Reactor Complex
The pulsing heart of the Ardent is her main reactor. The complex which houses it is the most secure part of the ship, a labyrinth of baffle walls and radiation shields which also protects her onboard T/OM brain.
While the Ardent’s energy needs are easily met and even exceeded by the output of her mutual annihilation cores, there is a failsafe battery network threaded throughout the ship to provide power and life support in an emergency. These batteries are charged via solar fans on the Ardent’s hull whenever it passes through a star system.
Mutual Annihilation Reactors
The modern Dirac-Lazaret Mutual Annihilation Reactor consists of two interlinked systems: a particle accelerator that generates fissile quantities of antimatter, and an ionizing chamber or “core” in which the main reaction occurs. The result is a high-yield and clean (insofar that it does not produce physical waste) energy source, the fuel for which is extremely compact and can be produced inexpensively by a “jumpstart” reactor powered by any conventional energy source.
Cores that can be mounted on a moving voidcraft are an experimental technology, reserved for vessels of uncommon size and stability. The Ardent’s own DLMAR is a tri-core model, a consolidated variation on Geostation Kessler’s node-loop reaction system. Two ancillary cores power the Ardent’s Manifold Collapse Drive (see below), the energy demands for which equal that of the entire rest of the ship combined.
Isolocks
Passage between the Ardent’s primary thoracic module and her secondaries occurs via isolocks, which screen for potential contaminants – such as fauna, flora and MOSAIC agents – and unauthorised personnel. Smaller isolocks are located throughout the ship, including at the entrance of medical bays and crew pods.
Traversal Brackets
Cluster Command vessels like the Ardent are made up of multiple modules, which are connected via traversal brackets. Interlocking elements on the bracket and on the hulls of the ship’s modules firmly hold the pair together, creating an airtight bond and seamlessly linking both systems.
The Ardent has four traversal brackets for its four secondary modules, each of which can also function as a dock for visiting vessels. A fifth bracket, the “vertebral deck”, connects the thoracic and cephalic modules of the ship in the manner of a spinal column.
Manifold Collapse Drive
Modern voidcraft traverse interstellar distances via manifold collapse. The “manifold” in question is a spacetime tunnel constructed via quantum entanglement, with one end behind the craft and the other at the target destination. This manifold is created and then dismantled by the drive – the “collapse” in question, which pushes the ship through the tunnel until it emerges in real space at the other end.
Manifold collapse is an energy-intensive and complex manoeuvre, with larger vessels requiring larger and more complicated tunnels. T/OM-Anubis handles collapse calculations aboard the Ardent.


**AIM OF THE TASK:**
Transcribe each record word for word. Skip the images.

**LISTED ENTRIES:**
──────────────────────────────

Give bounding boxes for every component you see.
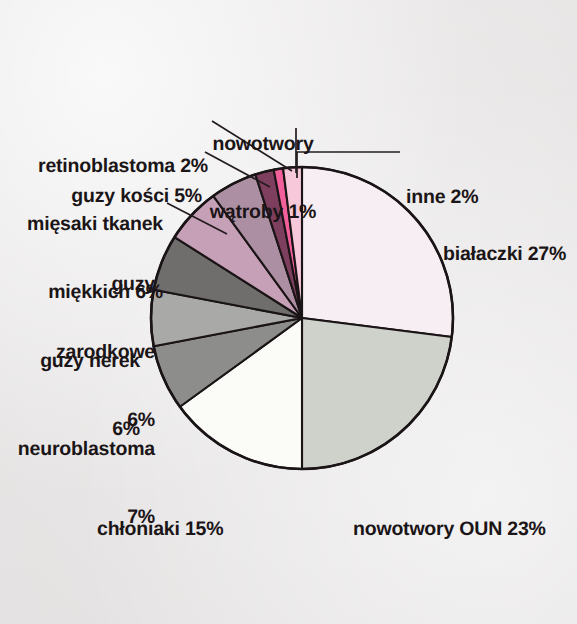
label-nowotwory-watroby-line2: wątroby 1% [188,201,338,224]
label-nowotwory-oun-line1: nowotwory OUN 23% [353,518,577,541]
pie-chart: nowotwory wątroby 1% inne 2% retinoblast… [0,0,577,624]
label-chloniaki: chłoniaki 15% [97,473,317,586]
label-nowotwory-watroby: nowotwory wątroby 1% [188,88,338,269]
label-guzy-nerek-line1: guzy nerek [0,350,140,373]
label-bialaczki-line1: białaczki 27% [443,243,577,266]
label-chloniaki-line1: chłoniaki 15% [97,518,317,541]
label-guzy-zarodkowe-line1: guzy [0,273,155,296]
pie-slice-nowotwory-oun [302,318,452,469]
label-bialaczki: białaczki 27% [443,198,577,311]
label-nowotwory-oun: nowotwory OUN 23% [353,473,577,586]
label-neuroblastoma-line1: neuroblastoma [0,438,155,461]
label-nowotwory-watroby-line1: nowotwory [188,133,338,156]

──────────────────────────────

**RESPONSE TO THE TASK:**
Give bounding boxes for every component you see.
label-nowotwory-watroby-line2: wątroby 1% [188,201,338,224]
label-nowotwory-oun-line1: nowotwory OUN 23% [353,518,577,541]
pie-chart: nowotwory wątroby 1% inne 2% retinoblast… [0,0,577,624]
label-chloniaki: chłoniaki 15% [97,473,317,586]
label-nowotwory-watroby: nowotwory wątroby 1% [188,88,338,269]
label-guzy-nerek-line1: guzy nerek [0,350,140,373]
label-bialaczki-line1: białaczki 27% [443,243,577,266]
label-chloniaki-line1: chłoniaki 15% [97,518,317,541]
label-guzy-zarodkowe-line1: guzy [0,273,155,296]
pie-slice-nowotwory-oun [302,318,452,469]
label-bialaczki: białaczki 27% [443,198,577,311]
label-nowotwory-oun: nowotwory OUN 23% [353,473,577,586]
label-neuroblastoma-line1: neuroblastoma [0,438,155,461]
label-nowotwory-watroby-line1: nowotwory [188,133,338,156]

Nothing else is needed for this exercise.